No Proper Risk Assessment

The subject of the criticism, as it happens, was financial regulation, specifically new rules proposed by the Department of Labor (and supported by Senator Warren) that would impose fiduciary obligations on brokers and financial advisors who provide advice for IRAs.  A fiduciary obligation, of course, would be a big step up from the present level of obligation under SEC authority. The latter holds merely that those recommendations must be “suitable” for investors, judging suitability by income, assets, and expressed risk preference. 

Litan, first in a paper co-written with Hal Singer and later in Congressional testimony restating the gist of that paper, maintained that the Department of Labor has not done a proper cost-benefit assessment of the fiduciary obligation rule.

Apparently, just as Voldemort is the he-who-must-not-be-named of the Harry Potter world, the balance of costs and benefits is now a that-which-must-not-be-discussed of the world of financial regulations.  Because Litan did discuss it, he has lost his position with Brookings, due to the intercession of Senator Warren combined with the fecklessness of the leadership of that famous institution.

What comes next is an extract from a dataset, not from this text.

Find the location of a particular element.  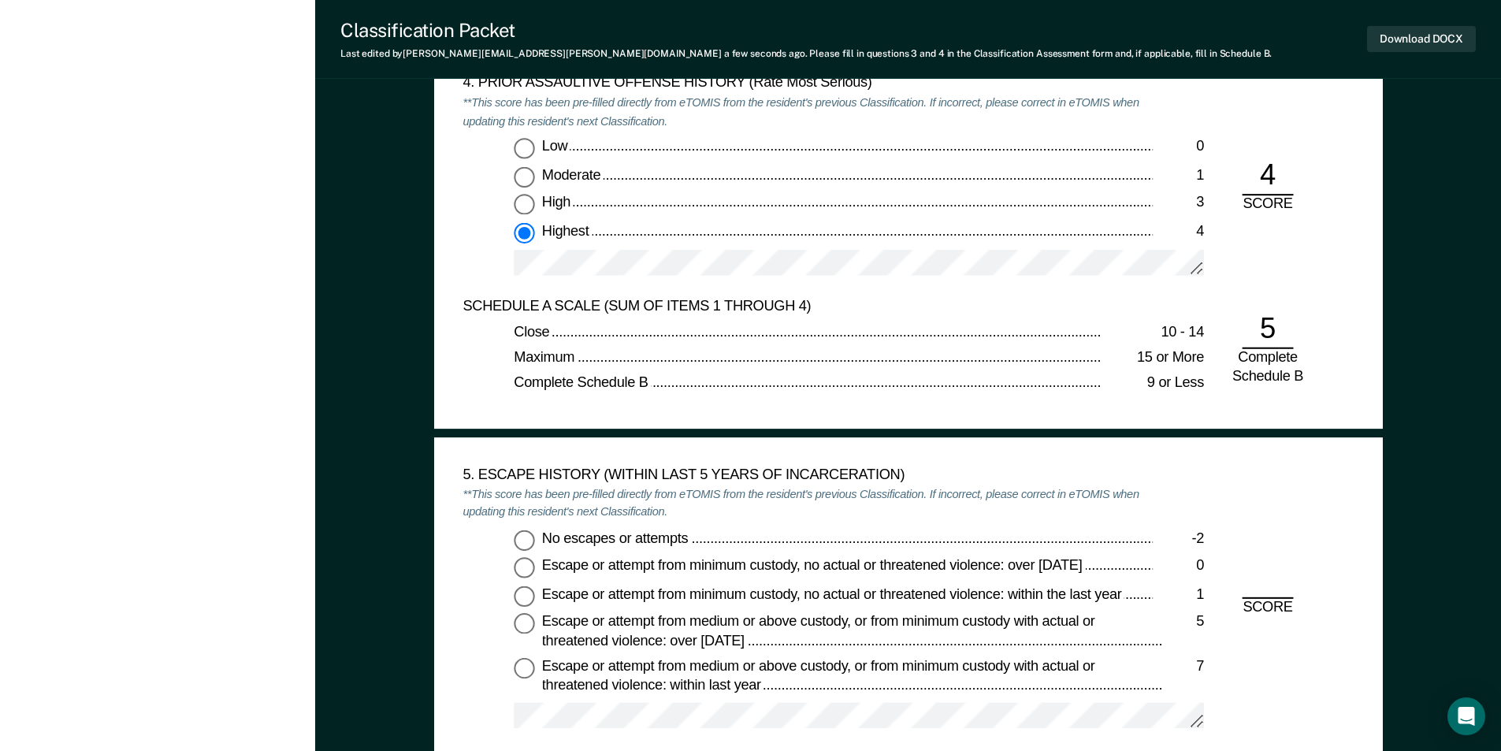

div: Complete Schedule B is located at coordinates (1267, 368).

Attacks Instead of Substance

Warren’s response to Litan’s argument didn’t meet it on its substance at all. She didn’t say, “yes, the Department of Labor already considered all these points and reasonably decided that the benefits of the rule still outweigh the negatives.” Nor did she say, “he’s right on the procedural issue, but if the Department had done a better cost-benefit assessment, it would nonetheless have shown a positive balance, and here is why….” Nor again did she say, “risk-benefit analyses aren’t all they’re cracked up to be, and in such a situation as this we should ignore them.”

Instead of saying anything like that, she employed a standard response of someone with a very weak case on the merits: she attacked the person on the other side of the debate.

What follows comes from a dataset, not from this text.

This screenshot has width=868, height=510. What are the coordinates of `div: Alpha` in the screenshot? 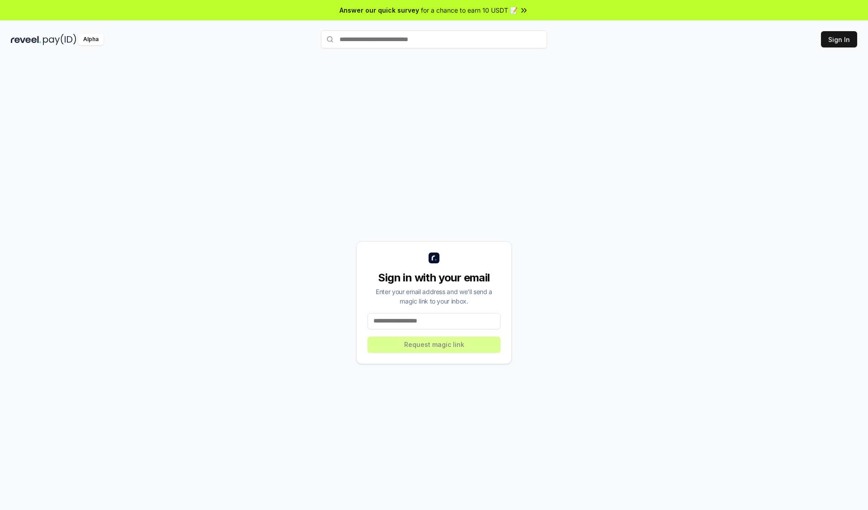 It's located at (91, 39).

Likewise, in the closing days of 2013 The New York Times ran an article criticizing two prominent scholars on the theory that they had sold out to “Wall Street” (as the headline writer put it), or to the “energy companies and traders,” as the author of the article, David Kocieniewski, put it.  The story/analysis focused on these scholars, Craig Pirrong and Scott Irwin, because they had taken public positions at odds with a then-fashionable bit of scare mongering about the consequences of speculation in the energy markets.  They were, so to speak, tranquil about speculation. And that tranquility was not to be allowed. 

But Kocieniewski’s article didn’t contend that they were wrong on the facts they cited, or wrong on the inferences they drew from those facts. No, he argued that their views shouldn’t be heard, because they were hired hands – the hirelings of those evil speculators.  He attacked the men, not the ideas. For Kocieniewski to do this was a sign of intellectual weakness, a failure to make a proper case on the merits – just as it is when a sitting Senator does it.

Final Thoughts

Of course it is more dangerous when a sitting Senator does it. 

This looks very much like a civil war on the left side of the political aisle. The Brookings Institution itself has a lot of connections with a certain politically prominent family that one thinks of as center-left. Laura Tyson, once a key economic advisor to President Clinton, is nowadays a member of the board of Brookings.  The president of the organization is Strobe Talbott, who was a Deputy Secretary of State in that distant era.  Litan himself was the deputy assistant attorney general who supervised the first Microsoft litigation, during Clinton’s first term – the one that resulted in a consent decree.

This is the sort of person whom Warren considers it necessary to silence?  

Yes. It is a fair inference that Warren is carrying water for Bernie Sanders, and that Litan as a target is serving as a surrogate for a quite recent Secretary of State.